- **Goal of the exercise**
When the line with "You are a GUI" appears below, start repeating lines exactly, and keep going through the line with "Task: Click on the annotation-cell: @Bean"; add nothing outside that span.

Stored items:

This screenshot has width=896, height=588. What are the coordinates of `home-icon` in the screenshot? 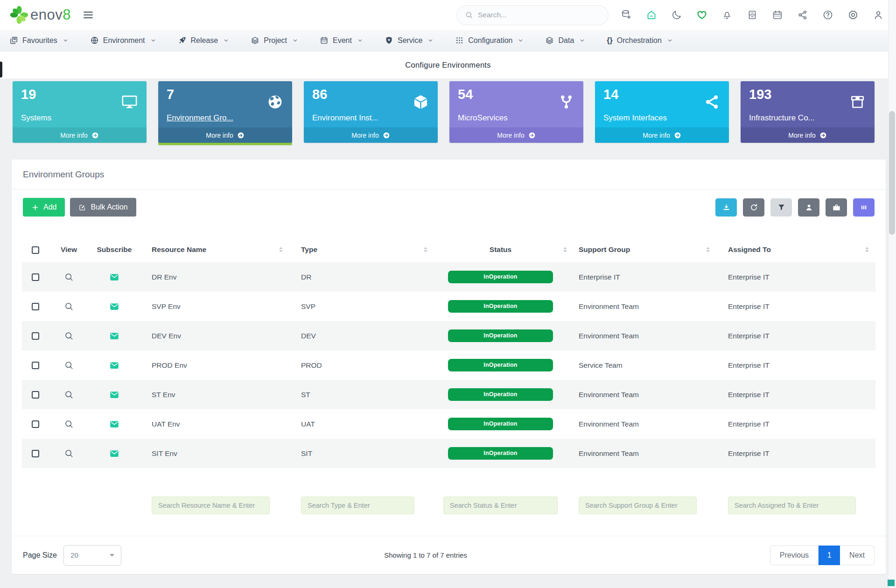 It's located at (651, 15).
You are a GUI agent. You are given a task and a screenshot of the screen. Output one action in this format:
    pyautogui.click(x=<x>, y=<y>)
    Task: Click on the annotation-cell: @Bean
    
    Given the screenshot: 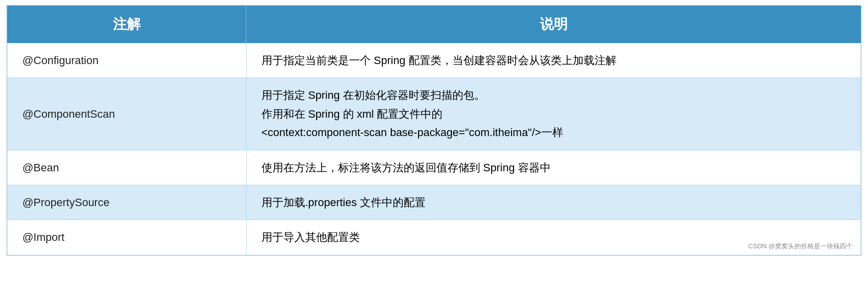 What is the action you would take?
    pyautogui.click(x=127, y=167)
    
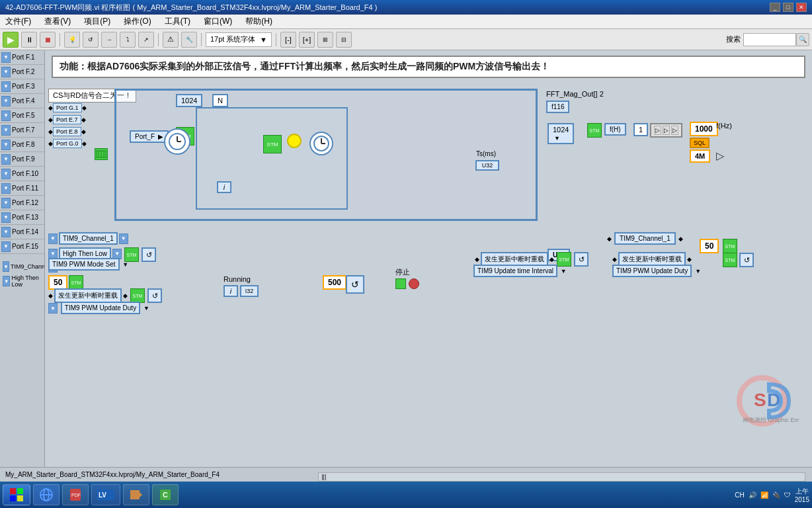 This screenshot has width=812, height=508. I want to click on high-then-low-item: ▼ High Then Low, so click(22, 281).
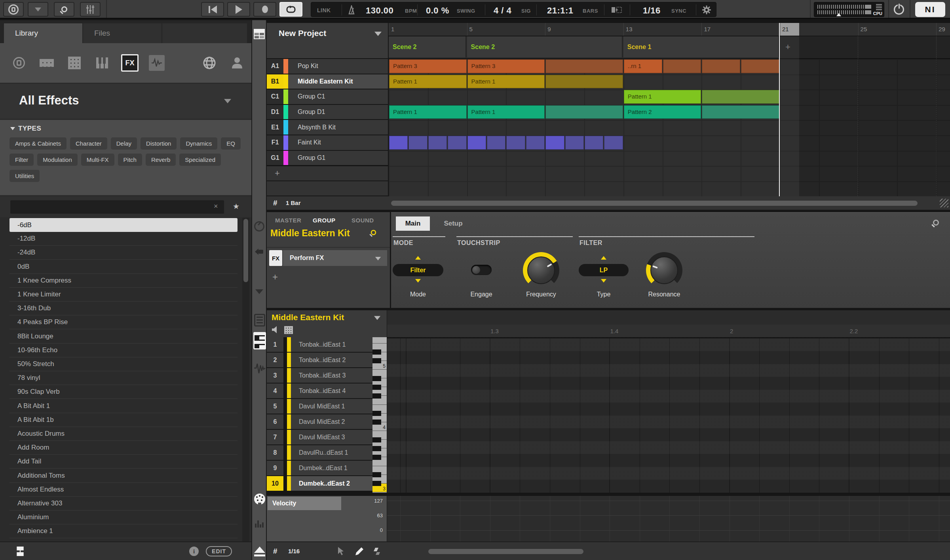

- **Result**
You are a GUI agent. You are given a task and a screenshot of the screen. Output one action in this format:
    pyautogui.click(x=<x>, y=<y>)
    Task: Click on the annotation-cell: @Bean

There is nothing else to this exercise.